By buying all their meals while they were visiting, Wu believes her friends thought she was using that to "pay off" the debt.
Morley, who's had clients be confronted by friends and peers with similar therapy-speak, said what often happens is people fixate too much on perfecting others. While she said it can be empowering to call out hurtful behavior, it can be "mostly unproductive."
"People should focus on what is within their control to do or change instead of putting it on other people," she said.
@itszaarinb Dont infringe on her self-care time #selfcare #intellectual #weaponizedmediocrity #thatfriend #redditstories #annoyingfriend ♬ original sound - Z
Criticism about being 'over-therapized' has become a punchline on TikTok
In addition to people recounting their own unhelpful therapy-speak incidents, numerous users have made skits making fun of the ubiquity of this type of language. In one video from late July, a user pretended to be a person who was going to break up with her boyfriend because he broke his foot and intruded on her "self-care time" by asking for a glass of water.
Another popular clip from March, by the account @alexandrawideeyes, featured a comedy "POV" sketch pretending to be the sort of friend who "weaponizes therapy language." The video featured words like "projecting" and "violating my boundaries," and the poster imagined refusing to Venmo her friend for a movie ticket because the person "gaslighted" her into seeing it.
Morley believes part of this backlash is coming from therapy language being overused — with many negative consequences, like friend breakups or added tensions, as a result. Plus, she said that part of therapy is meant to be internal work, or things you can do to quietly take care of yourself.
But now, "everyone is explicitly taking everything from their therapy and putting it on the table," she said. Instead of accepting temporary unevenness in a friendship or giving a little less when they feel burned out, they'll announce that the friend is encroaching on their boundaries.
Wu is ambivalent about the TikTok-fication of therapy and its associated vernacular.

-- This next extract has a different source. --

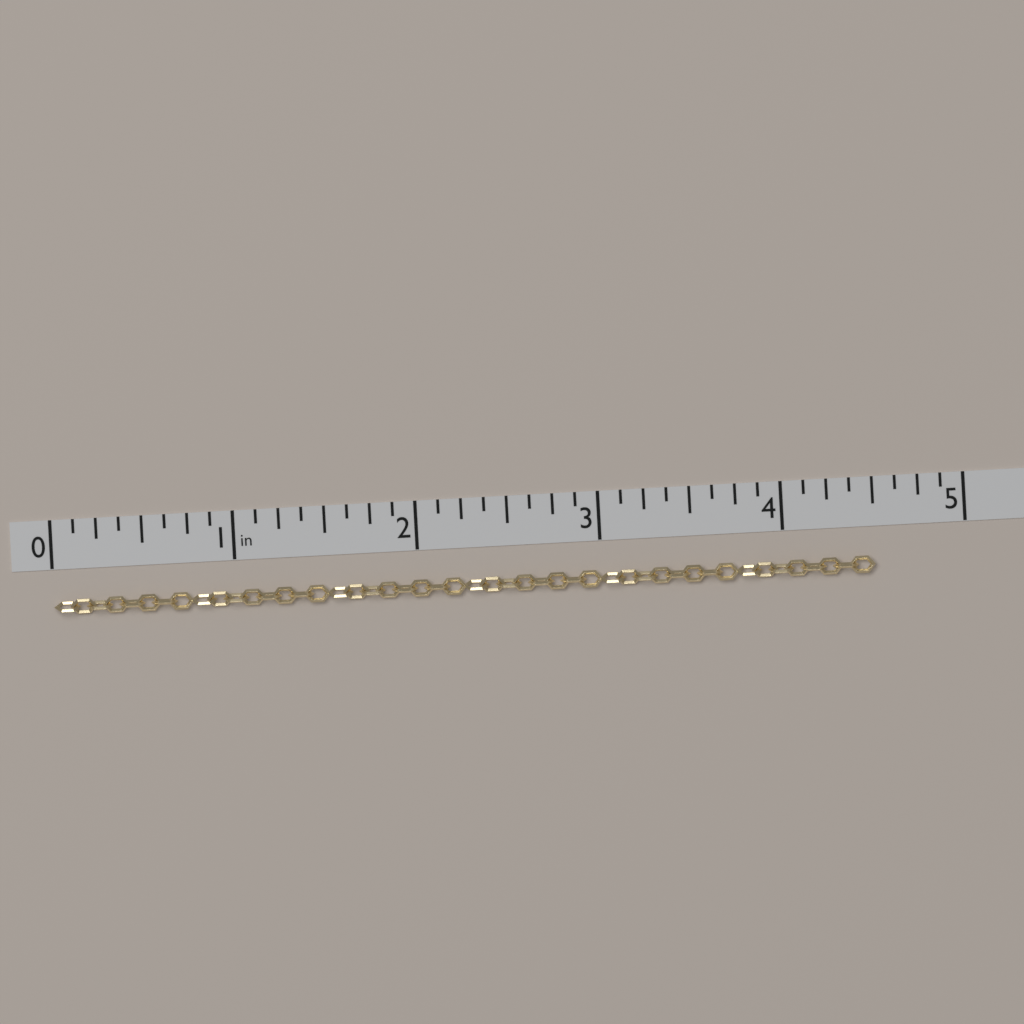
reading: 4.500 in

On the one hand, she thinks it's great for therapy to "become less stigmatized." The only bad thing, she noted, is when people don't think critically about the terms they're using. Wu said she has been in therapy since 2019 and thinks the resource can be great if it helps you accept your resentments and move on.

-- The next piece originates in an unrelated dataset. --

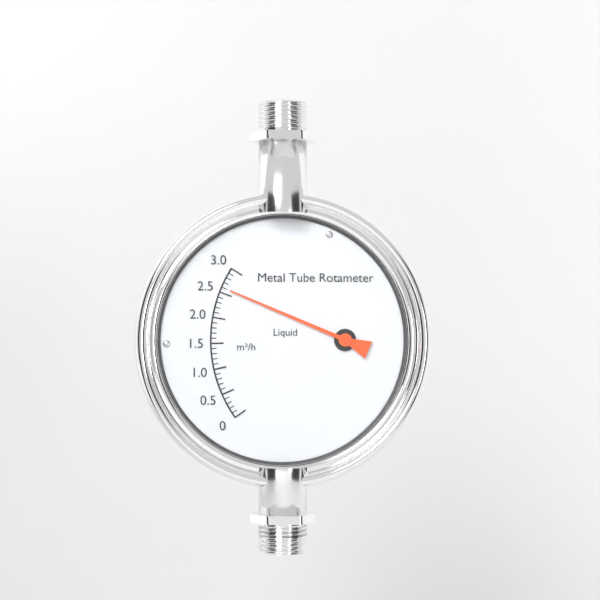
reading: 2.6 m³/h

"There's no such thing as too much good therapy," Wu said. "The problem is that there are media trends around these therapized words, where everyone uses the word 'weaponized' and 'serving me' and 'emotional labor,' and those words go around and make people … develop resentment towards their friends, their jobs, their families, just because they learned this new language."

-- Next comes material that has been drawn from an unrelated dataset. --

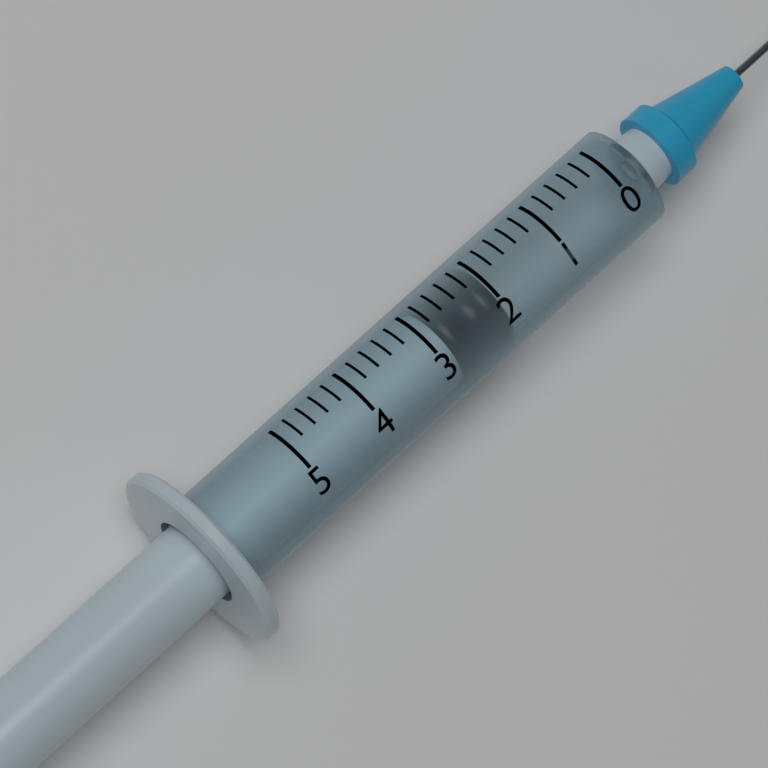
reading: 2.0 (no unit)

Morley said that most of the time, people don't intentionally mean to abuse therapy-speak. It may just be that people love cognitive shortcuts to understand themselves and others better. Because most people aren't licensed psychologists, tossing a label on a person or issue like "narcissist" or "sociopath" is a lot easier.
"When I tell somebody what you're experiencing or doing is emotional abuse, I understand everything that goes behind that," Morley said. "But people who are adopting therapy terms don't know the context or weight of what they're using and it's getting misconstrued."